Fresh eyes
Why listening is vital to successful stakeholder relations

In the small city of Preston we have made a breakthrough. A major one in fact. We have started working together. It’s almost like a eureka moment.
Visitors to Freshfield.com will have noticed that we have helped set up a company looking to drive the revival of our fantastic – yet tired – Winckley Square.
We have an architect, two lawyers, a finance specialist and a property adviser. Last but not least, we have Freshfield, the communicator – arguably the most important role.
For those of you strangers to Winckley Square, a redevelopment plan that involved totem poles, lavish water features and £3million were scrapped last year.
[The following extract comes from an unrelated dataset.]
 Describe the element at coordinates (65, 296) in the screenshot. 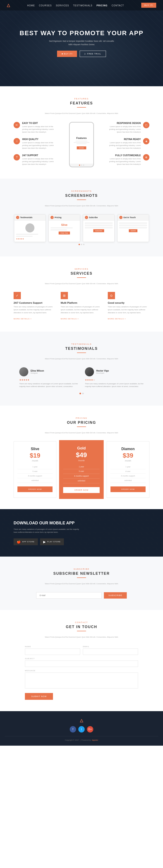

The plans were unsympathetic to the Victorian heritage of the Square and received widespread condemnation.
So our group started working behind the scenes in January 2011. Our first task was to contact all the stakeholders of Winckley Square and simply listen. They included Preston City Council, BID, businesses, residents, the church, and historians.
It was obvious that every group wanted to see the Square sympathetically restored – to create a public space that the people of Preston could be proud of. Many were also critical of the communication process during previous plans. The reaction to the formation of the group was very positive.
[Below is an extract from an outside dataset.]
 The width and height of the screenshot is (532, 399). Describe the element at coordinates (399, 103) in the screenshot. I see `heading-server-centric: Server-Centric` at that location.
We have yet to spend any money but achieved a milestone. Unification. The Winckley Square Community Interest Company’s founding members and elected directors include: David Gill, consultant, Moore and Smalley Chartered Accountants; Simon Turner, managing director, Freshfield; Mick Goode, director, Croft Goode Architects; John Chesworth, managing partner, Harrison Drury; Richard McDowell, partner, Napthens; and Mark Clarkson, partner, Eckersley.
In addition to the founding members, the board of directors includes representatives from Preston City Council, BID and is seeking representation from Lancashire County Council, St Wilfrid’s Catholic Church, Preston Historical Society, and UCLan.
We have looked at a similar model in New York. A stunning location called Bryant Park (pictured). It’s a model that impressed us not just because of its physical features but the fact that in the 1970s some local business people adopted a Big Society concept and worked with the community to drive change. I have been there twice and the results are stunning.
On Friday July 29, our city newspaper (Lancashire Evening Post) ran our launch story and the online comments bowled us all over. David Coates (business reporter LEP) told me very rarely had he seen such positive reaction from Prestonians, who in the past have been wrongly pigeonholed as negative.
Some people say we pulled off a masterstoke.
This is a lesson to any public and private sector organisation. You can achieve so much more by working together. By listening and communicating. In a digital world it is refreshing to engage with people face to face and achieve great results. This is the heart of good public relations and stakeholder engagement.
A masterstoke? We’ve simply gone back to basics and adopted a common sense approach.
And if we can achieve half of what Bryant Park did, we’ll all be very proud Prestonians.